By design, the “innocent” may be the one to ask the most relevant question in the meeting! The one that by all rights, you would not want to answer. Or if it is your “plant,” you want to really go off on. Yes: you are absolutely prepared for that. Appears just an innocent question, albeit the million-dollar question.

On the downside, you know, there is the impulse is to educate that nice, innocent person. Help them escape their naiveté. If you are in a meeting with arrows flying at you, beware of the innocent that is not your “on purpose” invitee.

Create the Necessary Logistics

Everything that you prepare must benefit YOUR goals and desired outcomes from the meeting. Those have to be both your stated goals and outcome, and those that you also want to accomplish that you PURPOSEFULLY ELECT TO NOT DIVULGE AHEAD OF TIME.

Create An Agenda and Share It In Advance,

Create and agenda and share it in advance with sufficient lead-time for attendees to prepare. Your agenda should have OPEN ITEMS as the last topic. Ask all invitees to submit those the day prior to meeting.

You Do Not Want to Be Ambushed in Your Own Meeting.

You do not want to be blind-sided in your own meeting, thus, the disclosure of open items the day prior to your meeting.
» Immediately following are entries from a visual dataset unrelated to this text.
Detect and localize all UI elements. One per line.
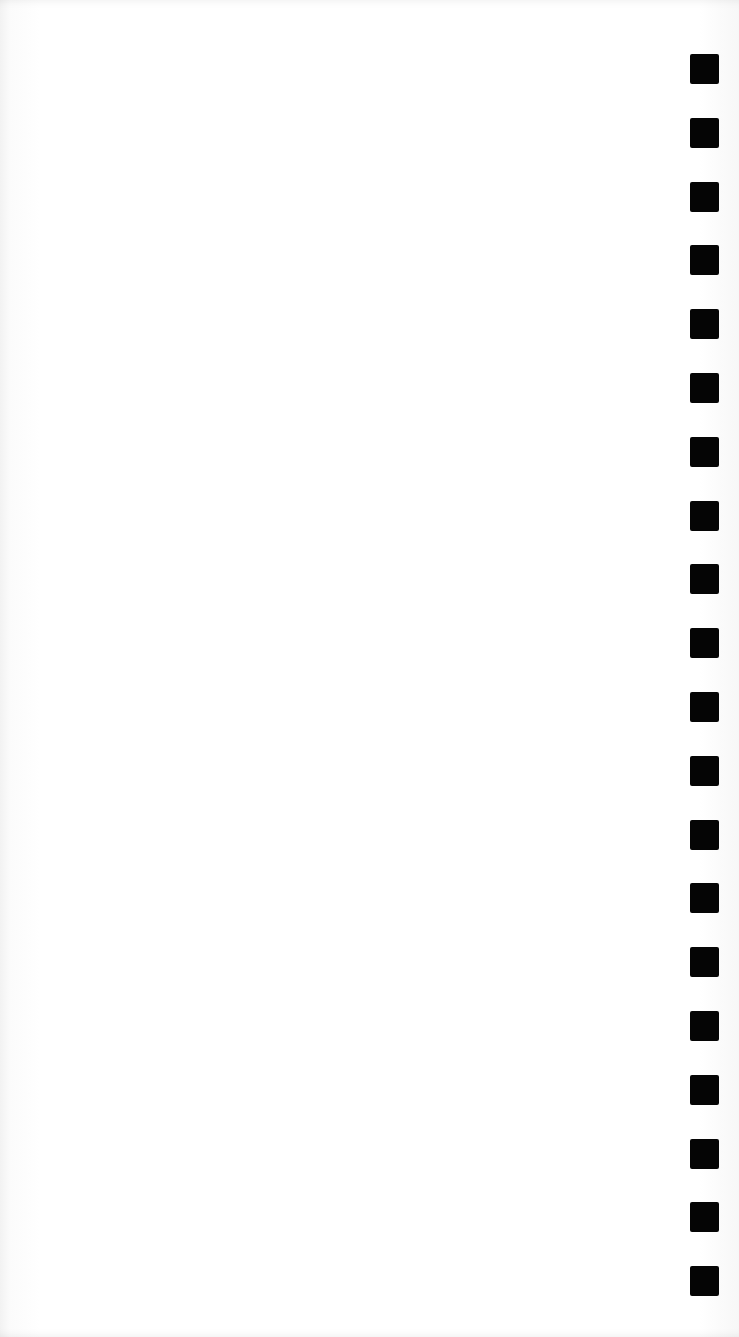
margin-mark-square bbox=[690, 756, 719, 786]
scanned-page bbox=[0, 0, 739, 1337]
margin-mark-square bbox=[690, 182, 719, 212]
margin-mark-square bbox=[690, 1139, 719, 1169]
margin-mark-square bbox=[690, 245, 719, 275]
margin-mark-square bbox=[690, 501, 719, 531]
margin-mark-square bbox=[690, 883, 719, 913]
margin-mark-square bbox=[690, 309, 719, 339]
margin-mark-square bbox=[690, 564, 719, 594]
margin-mark-square bbox=[690, 437, 719, 467]
margin-mark-square bbox=[690, 820, 719, 850]
margin-mark-square bbox=[690, 118, 719, 148]
margin-mark-square bbox=[690, 1011, 719, 1041]
margin-mark-square bbox=[690, 54, 719, 84]
margin-mark-square bbox=[690, 692, 719, 722]
margin-mark-square bbox=[690, 373, 719, 403]
margin-mark-square bbox=[690, 628, 719, 658]
margin-mark-square bbox=[690, 947, 719, 977]
margin-mark-square bbox=[690, 1075, 719, 1105]
margin-mark-square bbox=[690, 1266, 719, 1296]
margin-mark-square bbox=[690, 1202, 719, 1232]
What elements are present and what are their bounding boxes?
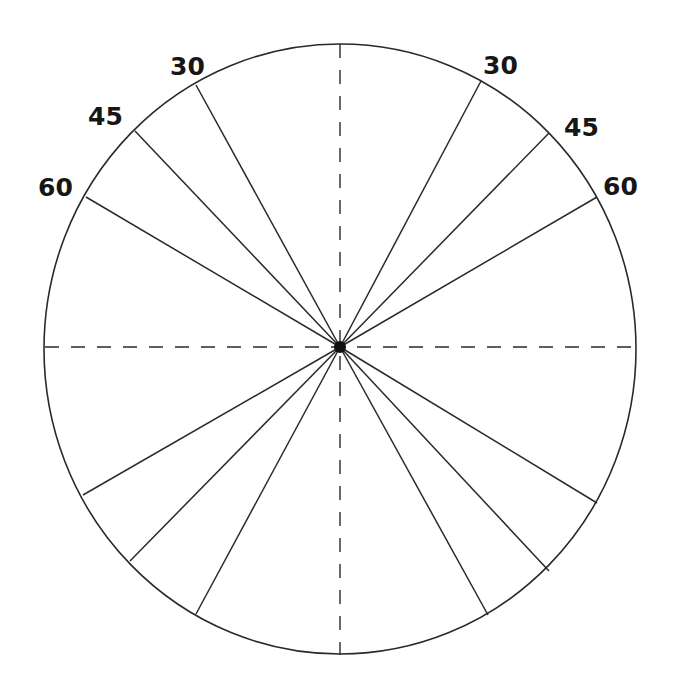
center-pivot-dot [334, 341, 346, 353]
protractor-diagram: 30 45 60 30 45 60 [0, 0, 681, 699]
spoke-lower-right-60 [340, 347, 597, 503]
spoke-lower-left-60 [83, 347, 340, 495]
label-upper-left-45: 45 [88, 102, 123, 131]
label-upper-right-30: 30 [483, 51, 518, 80]
label-upper-right-45: 45 [564, 113, 599, 142]
spoke-upper-left-45 [135, 131, 340, 347]
spoke-upper-right-30 [340, 81, 481, 347]
spoke-upper-right-60 [340, 197, 597, 347]
label-upper-left-60: 60 [38, 173, 73, 202]
diagram-canvas: 30 45 60 30 45 60 [0, 0, 681, 699]
spoke-upper-left-60 [86, 197, 340, 347]
spoke-upper-left-30 [196, 85, 340, 347]
label-upper-right-60: 60 [603, 172, 638, 201]
spoke-lower-left-30 [196, 347, 340, 614]
label-upper-left-30: 30 [170, 52, 205, 81]
spoke-lower-left-45 [130, 347, 340, 561]
spoke-upper-right-45 [340, 133, 549, 347]
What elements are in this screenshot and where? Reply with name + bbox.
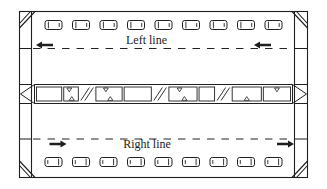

Unless, as I stated previously, you in fact create an apparent ambush that you will handle with great insight, aplomb, and do so forcefully.

Consider Sharing Your Agenda More Widely

Consider sharing your agenda as a sort of “advisory” to others in the company who although not appropriate to attend, you want aware that this important meeting is taking place and what will be covered. There is much to say about the impact of that around your company. You are in fact creating a narrative that will support your agenda more broadly around the company.

Create Highly Focused Collaterals for Your Meetings

 Make certain that those are audience-friendly! That is not your opportunity to show others how smart you are. Rather, their opportunity to learn and follow your lead.

Set Ground Rules. Once Set, Do Not Ever Soften on The Basics.

Your meeting has a very specific reason d’etre. Has specific goals; even anticipated outcomes. When done, many of us tend to “soften” the meeting: wind up positive and enthusiastic and respectful and inclusive. By and large, that is desirable. But: you are not running a group therapy session nor a five-star spa. Rather, a profit-making enterprise.

Summarize Your Meeting

A meeting without very specific resolutions is little more than Swiss cheese without the cheese. You must:

▸arrive to and communicate specific decisions

▸assign tasks and accountability

▸create timelines

▸create reporting logistics

“Blowing Your Cool”

In many meetings, yours or others you are invited to contribute to, you will have the desire to just “blow your cool” in frustration. Know that if you “blow your cool,” get angry, yell, scream, become belligerent, you will be perceived just as an angry person carrying on.

However, knowing that a really big or controversial or uncomfortable issue will likely come up in your meeting, be prepared. Then, you might “blow your cool” at the right time, the right way. Uber-forcefully, well thought-out, with unassailable logic and comprehension, and force. Now, that makes a big and positive impact.

Make all your meetings resounding successes.